Sentinel Grove Cottage | Grovers in the know: promoting your business online
Understanding how to identify your online goals for your business is an important hallmark of success. These should be similar to your normal daily business goals, but there will be specifics you need to think about when it comes to selling and promoting your business online.
Here are some questions you should ask yourself.
First, it’s important to decide what your goals should be with your online presence. Where are you already in the process? Do you currently have a website, but it just needs a little love and attention? Does it need to be updated to be device responsive in an increasingly mobile world? Is it to sell a product or service online? Or are you trying to promote your brand or location awareness?
If you are trying to market your product or services online, you must first determine what area you are willing to sell in. Are people going to have to come to you to pick up things, or are you going to ship the items to them? How far are you willing to ship things? Is your product perishable or cannot be shipped overseas?
You can put your product on other established retail sites like Amazon, Ebay or Etsy, but then they will get some of the profit before you do.
Shipping requirements may force you to overprice your product to make a profit. That alone could make it cost prohibitive to sell in an online marketplace.
There are often limitations on what you can sell through each platform based on their rules. You may be able to get your product to market quickly and make it available to consumers, but you may not get as much out of it as you could sell it directly.

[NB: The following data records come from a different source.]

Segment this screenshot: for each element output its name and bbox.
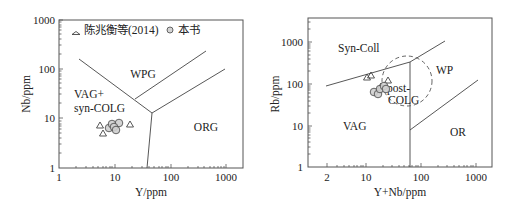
right-xtick-100: 100 bbox=[413, 171, 430, 183]
left-legend: 陈兆衡等(2014) 本书 bbox=[72, 23, 200, 37]
right-chart: 1000 100 10 1 2 10 100 1000 Y+Nb/ppm Rb/… bbox=[269, 18, 492, 199]
left-x-ticks bbox=[76, 164, 226, 168]
left-ytick-1000: 1000 bbox=[33, 14, 56, 26]
right-x-ticks bbox=[327, 163, 476, 167]
right-ytick-1000: 1000 bbox=[281, 36, 304, 48]
legend-label-chen: 陈兆衡等(2014) bbox=[84, 23, 159, 37]
region-colg: COLG bbox=[388, 94, 419, 106]
left-xtick-1000: 1000 bbox=[215, 171, 238, 183]
right-xtick-2: 2 bbox=[324, 171, 330, 183]
left-data-points bbox=[97, 119, 134, 136]
right-ytick-100: 100 bbox=[287, 78, 304, 90]
left-chart: 1000 100 10 1 1 10 100 1000 Y/ppm Nb/ppm… bbox=[20, 14, 243, 199]
legend-triangle-icon bbox=[72, 32, 80, 35]
left-ytick-1: 1 bbox=[50, 162, 56, 174]
region-vag-plus: VAG+ bbox=[74, 88, 104, 100]
left-xtick-10: 10 bbox=[110, 171, 122, 183]
right-ytick-1: 1 bbox=[298, 161, 304, 173]
right-ytick-10: 10 bbox=[292, 120, 304, 132]
right-xtick-10: 10 bbox=[361, 171, 373, 183]
region-syn-coll: Syn-Coll bbox=[338, 42, 380, 55]
region-wpg: WPG bbox=[130, 68, 156, 80]
legend-label-benshu: 本书 bbox=[178, 23, 200, 36]
legend-circle-icon bbox=[167, 27, 173, 33]
left-xtick-100: 100 bbox=[163, 171, 180, 183]
right-y-axis-label: Rb/ppm bbox=[269, 75, 282, 112]
left-xtick-1: 1 bbox=[56, 171, 62, 183]
region-org: ORG bbox=[194, 121, 218, 133]
left-y-ticks bbox=[59, 20, 63, 153]
right-x-axis-label: Y+Nb/ppm bbox=[374, 186, 427, 199]
region-wp: WP bbox=[436, 64, 453, 76]
left-x-axis-label: Y/ppm bbox=[135, 186, 167, 199]
region-vag: VAG bbox=[343, 120, 366, 132]
left-ytick-10: 10 bbox=[44, 112, 56, 124]
region-or: OR bbox=[450, 126, 466, 138]
right-xtick-1000: 1000 bbox=[465, 171, 488, 183]
left-y-axis-label: Nb/ppm bbox=[20, 75, 33, 113]
region-syn-colg: syn-COLG bbox=[74, 102, 125, 115]
chart-canvas: 1000 100 10 1 1 10 100 1000 Y/ppm Nb/ppm… bbox=[0, 0, 510, 210]
left-ytick-100: 100 bbox=[39, 63, 56, 75]
right-y-ticks bbox=[308, 22, 312, 154]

Promoting your business through brand or location awareness takes advantage of a different set of tools available to almost anyone with the time and inclination to use them.

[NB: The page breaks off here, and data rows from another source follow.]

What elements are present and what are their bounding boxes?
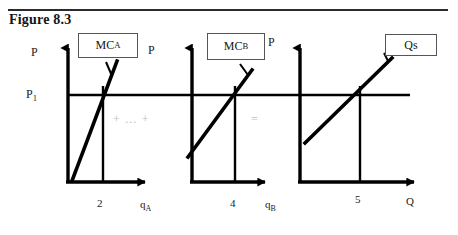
panel-a-callout-connector xyxy=(106,62,112,76)
price-label-text: P xyxy=(26,87,33,101)
panel-b-mc-curve xyxy=(188,70,252,157)
panel-b-quantity-tick: 4 xyxy=(230,198,236,209)
panel-market-x-axis-label: Q xyxy=(406,196,414,207)
operator-equals: = xyxy=(251,112,259,127)
panel-a-y-axis-label: P xyxy=(31,46,38,58)
curve-label-box-mc-b: MCB xyxy=(207,33,265,60)
panel-market-axes xyxy=(298,48,414,182)
curve-label-box-mc-a: MCA xyxy=(78,33,138,58)
panel-market-quantity-tick: 5 xyxy=(355,194,361,205)
panel-b-y-axis-label: P xyxy=(148,44,155,56)
figure-page: Figure 8.3 xyxy=(0,0,458,235)
curve-label-mc-b-subscript: B xyxy=(242,42,248,51)
panel-market-qs-curve xyxy=(305,58,392,143)
curve-label-mc-a-subscript: A xyxy=(114,41,120,50)
panel-a-quantity-tick: 2 xyxy=(97,198,103,209)
curve-label-mc-b-text: MC xyxy=(224,39,243,54)
panel-market-y-axis-label: P xyxy=(268,36,275,48)
panel-a-mc-curve xyxy=(72,61,117,181)
panel-a-x-axis-label-subscript: A xyxy=(146,204,152,213)
panel-b-callout-connector xyxy=(240,64,248,75)
operator-plus-ellipsis: + … + xyxy=(113,112,150,127)
curve-label-box-qs: Qs xyxy=(385,34,437,56)
panel-b-x-axis-label-subscript: B xyxy=(271,204,276,213)
price-label-subscript: 1 xyxy=(33,93,37,103)
panel-b-x-axis-label: qB xyxy=(265,199,276,213)
curve-label-mc-a-text: MC xyxy=(96,38,115,53)
curve-label-qs-text: Qs xyxy=(404,38,417,53)
price-axis-label-p1: P1 xyxy=(26,88,37,103)
panel-a-x-axis-label: qA xyxy=(140,199,151,213)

Great examples of these tools are Google My Business (now renamed Google Business Manager), online directory listings (Yelp, FourSquare, etc.) or specific encoding on your website itself (NAP/Business Schema ) to help send you more information specific to your location. researchers.

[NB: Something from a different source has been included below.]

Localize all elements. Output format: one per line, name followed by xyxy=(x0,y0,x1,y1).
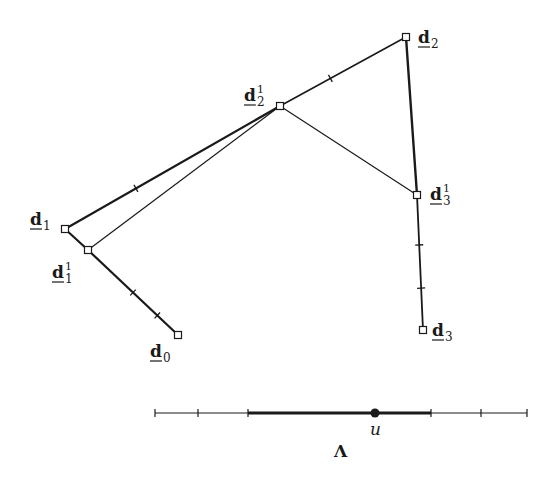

You can also include specific landing pages or form submissions on your website for each promotion so you can further track which data and which promotions are performing well and which are not.
While many of these things can be done directly by you, sometimes it makes more sense to dedicate your time to your business and hire a professional who specializes in the skills involved in all of these things.
Melanie Wilson and Brian Brown represent web design and hosting company Roost Web Strategies.